Thursday, August 25, 2011

Weekly newspaper in Adair County does a special section on health and sends it to everyone in the county

Special sections on health are good for community newspapers and their readers. Health-care providers have money for advertising in such sections, and a section focused on health can have more impact on readers than individual, occasional stories.

Based on a pilot project it oversaw in 2007, the Institute for Rural Journalism and Community Issues began recommending to rural newspapers that they schedule health sections as part of editions that are mailed to every postal customer in a paper's home county, a standard circulation-building technique. If a newspaper wants to help improve the health of its community, why not reach everyone in the community?

Last week, one Kentucky newspaper did that. The Adair County Community Voice of Columbia included a 10-page broadsheet section on health in an edition that was mailed to everyone in the county. And though it got no advertising from the local public hospital, with which it has been embroiled in an open-meetings dispute, it did get ads from hospitals in other counties.

Newspapers can mail up to 10 percent of their annual circulation to non-subscribers in their home county at subscriber rates, and can sell "sponsored circulation" to pay the extra cost of printing and postage for the extra copies. The 2007 pilot project with another Kentucky weekly, The Berea Citizen, found that non-subscribers said they were more likely to subscribe if the paper regularly included health information. For a copy of the report on the project, click here. The health section is not online, but PDFs of its pages are posted on the Institute website in a 4.4 MB file, here.

Ky., Ohio, Tenn. and W.Va. join forces to fight prescription-drug abuse amid questions about use of Ky. system

Kentucky has formed a partnership with Ohio, Tennessee and West Virginia to help fight prescription drug abuse, "even as questions linger over how well the state has used its own electronic monitoring resources," reports Mike Wynn of The Courier-Journal.

The Interstate Prescription Drug Task Force will comprise about 30 experts from law enforcement and drug agencies. They are charged to come up with ways to lessen prescription drug abuse and sales. "We do a good job from a law enforcement standpoint, but by working together, we can better identify prescribers, dispensers and patients who are exploiting our borders," Gov. Steve Beshear said in announcing the task force Wednesday.

Task force members will share drug information the state collects on who receives and prescribes certain medications. Kentucky's system is known as KASPER, short for Kentucky's All Schedule Prescription Electronic Recording system. How well the data compiled by the system are being used came into question last week when House Speaker Greg Stumbo, D-Prestonburg, pressed the Kentucky Board of Medical Licensure to explain why it wasn't analyzing the numbers, which it had asked for permission to obtain, Wynn notes.

Rural hospitals to get federal help for recruiting physicians

Critical-access hospitals will get help recruiting physicians to their rural areas through an expanded loan repayment program that is part of President Obama's new jobs initiative for rural America.

The initiative is called the National Health Service Corps, Alexandra Wilson Pecci of HealthLeaders Media reports. The 1,300 critical-access hospitals can use federal loans to recruit new physicians. A press release from the White House states the addition of one primary care physician in a rural community generates about $1.5 million in annual revenue and creates 23 jobs annually.

Kentucky has 30 critical-access hospitals, which must be in rural areas, 35 miles from another hospital or 15 miles from another hospital in mountainous terrain, according to the Rural Assistance Center. The average CAH creates 107 jobs and generates $4.8 million in payroll annually, the White House says.

The jobs program also includes an agreement that will "link rural hospitals and clinicians to existing capital loan programs to help them buy health IT software and hardware and jump the typical rural hospital hurdle of limited access to capital and lower financial operating margins," HealthLeaders Media reports.

A few days before announcing the jobs program, the White House Rural Council released a report that outlined recent investments in rural healthcare access. Those include placing more than 2,600 clinicians in rural communities and providing distance learning and telemedicine services to more than 2,500 rural healthcare and educational facilities. It also highlighted an investment of 500 projects across the U.S. Department of Veterans Affairs health care system that support rural health care. That includes 404 community-based outpatient clinics and 48 outreach clinics in rural areas.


▶ REQUIRED WORK: In the listing below, which lines contain the string "Many"? Copy them all.

======== DATA EXCERPTS

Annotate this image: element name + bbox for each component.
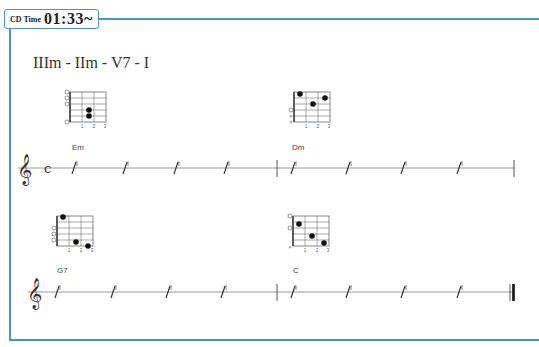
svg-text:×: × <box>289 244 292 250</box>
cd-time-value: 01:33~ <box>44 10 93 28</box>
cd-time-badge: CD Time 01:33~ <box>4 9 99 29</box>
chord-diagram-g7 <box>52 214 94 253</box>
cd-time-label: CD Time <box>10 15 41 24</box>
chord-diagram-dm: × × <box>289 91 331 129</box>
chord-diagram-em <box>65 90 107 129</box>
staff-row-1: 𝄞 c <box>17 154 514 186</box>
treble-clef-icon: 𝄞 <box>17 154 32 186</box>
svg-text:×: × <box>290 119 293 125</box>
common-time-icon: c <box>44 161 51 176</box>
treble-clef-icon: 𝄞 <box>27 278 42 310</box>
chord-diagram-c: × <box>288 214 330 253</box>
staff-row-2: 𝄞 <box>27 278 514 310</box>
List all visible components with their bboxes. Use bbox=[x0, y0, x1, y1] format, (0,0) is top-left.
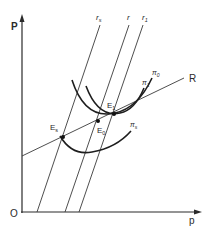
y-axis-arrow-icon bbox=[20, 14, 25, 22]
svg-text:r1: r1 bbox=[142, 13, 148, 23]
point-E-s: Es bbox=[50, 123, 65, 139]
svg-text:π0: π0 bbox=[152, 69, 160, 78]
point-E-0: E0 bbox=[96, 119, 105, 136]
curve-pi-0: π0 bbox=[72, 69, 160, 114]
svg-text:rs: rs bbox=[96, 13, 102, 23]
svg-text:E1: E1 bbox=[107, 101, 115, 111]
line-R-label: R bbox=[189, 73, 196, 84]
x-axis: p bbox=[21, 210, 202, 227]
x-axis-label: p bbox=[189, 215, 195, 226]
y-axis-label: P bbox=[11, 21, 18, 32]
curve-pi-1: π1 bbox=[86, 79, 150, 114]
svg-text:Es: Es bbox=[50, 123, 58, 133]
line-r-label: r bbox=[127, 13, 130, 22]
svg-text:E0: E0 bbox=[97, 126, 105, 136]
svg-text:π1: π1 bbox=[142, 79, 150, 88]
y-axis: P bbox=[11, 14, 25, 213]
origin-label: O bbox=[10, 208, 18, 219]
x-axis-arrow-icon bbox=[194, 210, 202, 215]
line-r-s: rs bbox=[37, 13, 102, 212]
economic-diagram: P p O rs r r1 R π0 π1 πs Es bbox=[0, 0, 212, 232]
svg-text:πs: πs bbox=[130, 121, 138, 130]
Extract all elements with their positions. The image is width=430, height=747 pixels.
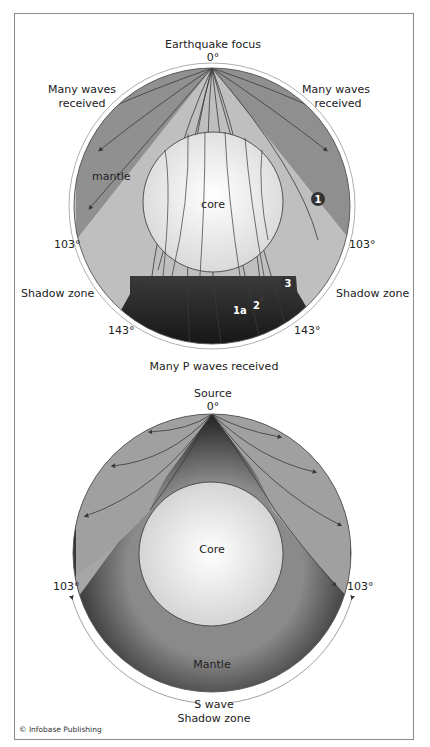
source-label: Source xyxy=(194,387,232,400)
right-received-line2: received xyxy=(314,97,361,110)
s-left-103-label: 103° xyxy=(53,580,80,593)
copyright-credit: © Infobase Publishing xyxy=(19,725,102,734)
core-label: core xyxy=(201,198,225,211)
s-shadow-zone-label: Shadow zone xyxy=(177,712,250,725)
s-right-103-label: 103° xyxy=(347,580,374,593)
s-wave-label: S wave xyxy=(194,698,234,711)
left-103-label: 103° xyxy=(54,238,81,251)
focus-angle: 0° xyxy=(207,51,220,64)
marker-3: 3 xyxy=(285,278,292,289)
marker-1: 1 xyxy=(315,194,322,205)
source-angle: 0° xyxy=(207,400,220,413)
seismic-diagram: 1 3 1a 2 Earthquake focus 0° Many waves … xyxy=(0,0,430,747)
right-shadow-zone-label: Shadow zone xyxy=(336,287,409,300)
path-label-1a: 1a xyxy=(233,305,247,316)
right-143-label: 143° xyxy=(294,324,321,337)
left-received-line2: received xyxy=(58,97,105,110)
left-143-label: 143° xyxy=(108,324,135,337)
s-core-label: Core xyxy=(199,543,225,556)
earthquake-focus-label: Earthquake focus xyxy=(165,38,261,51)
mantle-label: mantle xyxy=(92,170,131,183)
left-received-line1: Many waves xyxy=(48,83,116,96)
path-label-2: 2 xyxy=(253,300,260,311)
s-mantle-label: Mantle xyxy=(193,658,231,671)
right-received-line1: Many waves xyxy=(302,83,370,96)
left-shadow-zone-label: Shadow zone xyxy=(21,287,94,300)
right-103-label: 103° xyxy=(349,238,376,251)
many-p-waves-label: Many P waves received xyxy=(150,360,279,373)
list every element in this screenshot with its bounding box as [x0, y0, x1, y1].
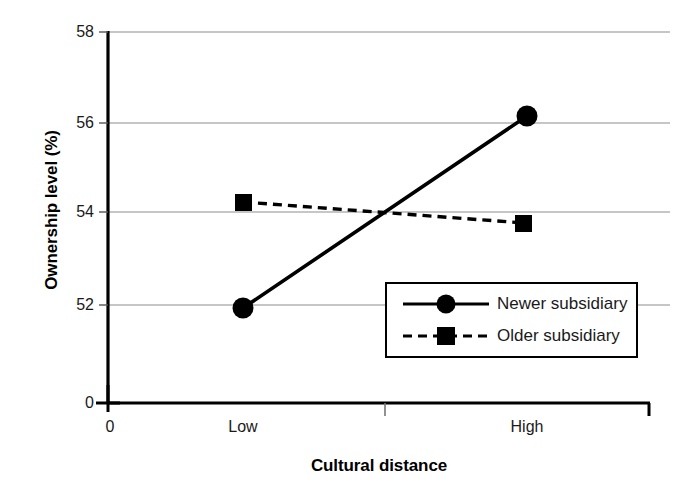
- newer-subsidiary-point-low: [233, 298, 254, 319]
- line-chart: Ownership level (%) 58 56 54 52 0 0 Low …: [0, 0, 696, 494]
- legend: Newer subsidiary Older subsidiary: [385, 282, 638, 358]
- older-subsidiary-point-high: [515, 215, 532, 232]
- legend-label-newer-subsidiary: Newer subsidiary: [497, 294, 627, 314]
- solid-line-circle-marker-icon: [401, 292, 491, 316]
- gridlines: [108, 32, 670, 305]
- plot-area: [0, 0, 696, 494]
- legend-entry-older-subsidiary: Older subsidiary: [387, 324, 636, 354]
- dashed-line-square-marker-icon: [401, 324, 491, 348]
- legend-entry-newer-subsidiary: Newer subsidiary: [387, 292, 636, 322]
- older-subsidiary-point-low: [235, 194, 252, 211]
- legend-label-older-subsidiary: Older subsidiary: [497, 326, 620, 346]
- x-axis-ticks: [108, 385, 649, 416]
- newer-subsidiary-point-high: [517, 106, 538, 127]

================
======== DATA EXCERPTS

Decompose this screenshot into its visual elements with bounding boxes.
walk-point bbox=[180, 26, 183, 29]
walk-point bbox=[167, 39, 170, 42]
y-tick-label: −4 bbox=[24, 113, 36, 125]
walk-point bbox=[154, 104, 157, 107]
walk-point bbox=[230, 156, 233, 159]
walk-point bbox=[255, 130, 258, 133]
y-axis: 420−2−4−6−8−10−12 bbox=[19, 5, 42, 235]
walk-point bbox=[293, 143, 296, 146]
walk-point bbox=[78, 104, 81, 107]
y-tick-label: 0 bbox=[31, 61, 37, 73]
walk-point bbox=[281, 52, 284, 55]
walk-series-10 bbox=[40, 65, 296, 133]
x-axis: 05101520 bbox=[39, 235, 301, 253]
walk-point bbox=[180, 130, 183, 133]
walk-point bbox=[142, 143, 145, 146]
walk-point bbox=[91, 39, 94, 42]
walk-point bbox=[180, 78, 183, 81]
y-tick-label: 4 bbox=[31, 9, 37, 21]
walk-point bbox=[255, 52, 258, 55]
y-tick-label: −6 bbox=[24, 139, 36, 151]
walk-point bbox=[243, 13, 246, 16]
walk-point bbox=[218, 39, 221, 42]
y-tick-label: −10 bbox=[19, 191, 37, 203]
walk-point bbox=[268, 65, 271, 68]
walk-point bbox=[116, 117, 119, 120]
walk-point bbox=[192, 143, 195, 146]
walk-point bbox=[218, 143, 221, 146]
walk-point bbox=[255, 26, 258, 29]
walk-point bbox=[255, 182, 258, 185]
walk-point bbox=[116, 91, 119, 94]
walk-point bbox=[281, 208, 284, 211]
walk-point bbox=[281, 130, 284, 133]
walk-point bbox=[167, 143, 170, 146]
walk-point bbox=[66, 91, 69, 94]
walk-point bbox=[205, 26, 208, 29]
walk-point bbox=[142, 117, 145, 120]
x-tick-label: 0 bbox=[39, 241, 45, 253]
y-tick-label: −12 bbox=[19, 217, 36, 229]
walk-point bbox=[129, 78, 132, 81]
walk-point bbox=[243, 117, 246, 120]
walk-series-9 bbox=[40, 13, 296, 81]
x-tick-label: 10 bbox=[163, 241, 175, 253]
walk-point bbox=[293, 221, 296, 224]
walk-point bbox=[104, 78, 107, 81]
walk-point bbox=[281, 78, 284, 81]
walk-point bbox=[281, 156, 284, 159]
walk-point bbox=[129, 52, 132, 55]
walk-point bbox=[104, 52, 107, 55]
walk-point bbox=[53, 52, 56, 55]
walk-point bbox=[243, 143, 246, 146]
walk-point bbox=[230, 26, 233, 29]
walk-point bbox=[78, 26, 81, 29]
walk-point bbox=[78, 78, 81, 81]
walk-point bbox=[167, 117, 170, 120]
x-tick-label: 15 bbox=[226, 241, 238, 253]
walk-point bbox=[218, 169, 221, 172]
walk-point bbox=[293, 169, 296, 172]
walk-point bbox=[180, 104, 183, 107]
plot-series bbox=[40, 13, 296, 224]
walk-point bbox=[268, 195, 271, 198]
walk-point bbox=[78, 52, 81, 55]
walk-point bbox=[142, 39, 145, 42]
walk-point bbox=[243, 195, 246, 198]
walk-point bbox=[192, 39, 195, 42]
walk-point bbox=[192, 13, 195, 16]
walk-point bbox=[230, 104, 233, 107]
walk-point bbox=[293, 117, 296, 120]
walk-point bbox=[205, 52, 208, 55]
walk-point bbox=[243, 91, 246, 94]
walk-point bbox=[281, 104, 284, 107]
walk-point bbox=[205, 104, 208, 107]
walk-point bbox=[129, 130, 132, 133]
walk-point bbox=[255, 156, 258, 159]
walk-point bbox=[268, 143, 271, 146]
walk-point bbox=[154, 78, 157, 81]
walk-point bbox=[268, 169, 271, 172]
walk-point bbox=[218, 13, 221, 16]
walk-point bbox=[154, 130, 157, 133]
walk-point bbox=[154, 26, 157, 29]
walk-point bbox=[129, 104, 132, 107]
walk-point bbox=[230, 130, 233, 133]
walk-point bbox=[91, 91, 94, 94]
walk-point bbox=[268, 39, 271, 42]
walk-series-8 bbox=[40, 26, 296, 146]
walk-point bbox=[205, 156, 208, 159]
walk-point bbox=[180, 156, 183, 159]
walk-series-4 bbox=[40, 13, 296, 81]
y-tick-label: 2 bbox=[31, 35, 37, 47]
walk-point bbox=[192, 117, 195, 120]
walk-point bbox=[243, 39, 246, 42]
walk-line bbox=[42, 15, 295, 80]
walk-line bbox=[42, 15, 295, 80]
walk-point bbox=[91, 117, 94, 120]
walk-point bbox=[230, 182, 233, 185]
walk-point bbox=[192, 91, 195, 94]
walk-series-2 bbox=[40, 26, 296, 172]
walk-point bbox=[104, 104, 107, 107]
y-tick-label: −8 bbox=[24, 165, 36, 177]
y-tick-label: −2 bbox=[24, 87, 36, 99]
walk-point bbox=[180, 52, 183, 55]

================
======== DATA EXCERPTS

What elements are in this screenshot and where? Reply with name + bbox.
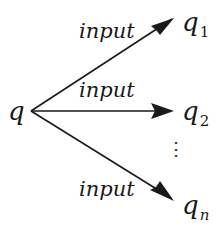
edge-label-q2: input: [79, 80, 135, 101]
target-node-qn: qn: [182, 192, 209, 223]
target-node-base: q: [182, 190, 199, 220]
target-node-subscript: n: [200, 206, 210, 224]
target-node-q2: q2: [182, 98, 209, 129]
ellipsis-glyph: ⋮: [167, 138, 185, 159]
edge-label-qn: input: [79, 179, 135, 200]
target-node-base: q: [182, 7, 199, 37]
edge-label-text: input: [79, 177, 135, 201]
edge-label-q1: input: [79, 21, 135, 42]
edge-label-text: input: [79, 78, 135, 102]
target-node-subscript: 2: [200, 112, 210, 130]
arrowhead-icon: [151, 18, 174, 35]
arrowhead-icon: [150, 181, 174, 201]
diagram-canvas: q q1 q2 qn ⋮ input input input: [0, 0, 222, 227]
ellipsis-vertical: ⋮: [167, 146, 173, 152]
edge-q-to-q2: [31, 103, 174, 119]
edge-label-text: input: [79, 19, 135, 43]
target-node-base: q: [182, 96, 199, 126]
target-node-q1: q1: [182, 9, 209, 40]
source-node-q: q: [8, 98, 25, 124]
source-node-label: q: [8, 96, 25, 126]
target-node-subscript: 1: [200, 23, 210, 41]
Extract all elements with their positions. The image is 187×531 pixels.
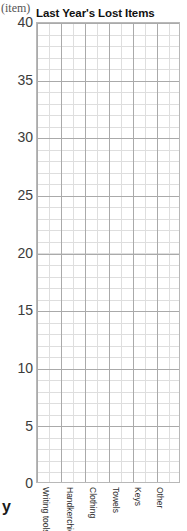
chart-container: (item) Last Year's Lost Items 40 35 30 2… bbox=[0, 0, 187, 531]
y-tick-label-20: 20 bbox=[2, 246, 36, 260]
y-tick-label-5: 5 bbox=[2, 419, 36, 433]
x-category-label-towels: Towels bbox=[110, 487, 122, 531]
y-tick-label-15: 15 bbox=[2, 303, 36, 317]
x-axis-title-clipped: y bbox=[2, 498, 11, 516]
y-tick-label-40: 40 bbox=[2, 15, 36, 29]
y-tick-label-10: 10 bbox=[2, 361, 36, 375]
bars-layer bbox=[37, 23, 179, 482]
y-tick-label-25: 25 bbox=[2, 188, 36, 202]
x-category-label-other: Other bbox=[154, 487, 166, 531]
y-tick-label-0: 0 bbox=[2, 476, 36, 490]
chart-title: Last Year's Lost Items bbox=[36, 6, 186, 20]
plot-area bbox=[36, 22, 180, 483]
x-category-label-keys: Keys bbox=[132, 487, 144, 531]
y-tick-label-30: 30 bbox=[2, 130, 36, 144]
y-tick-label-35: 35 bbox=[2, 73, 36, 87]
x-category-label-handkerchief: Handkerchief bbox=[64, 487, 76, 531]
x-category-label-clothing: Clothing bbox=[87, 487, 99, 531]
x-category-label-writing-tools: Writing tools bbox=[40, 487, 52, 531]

================

▶ SOLUTION:
seismic-diagram: 1 3 1a 2 Earthquake focus 0° Many waves … xyxy=(0,0,430,747)
left-received-line1: Many waves xyxy=(48,83,116,96)
right-received-line1: Many waves xyxy=(302,83,370,96)
many-p-waves-label: Many P waves received xyxy=(150,360,279,373)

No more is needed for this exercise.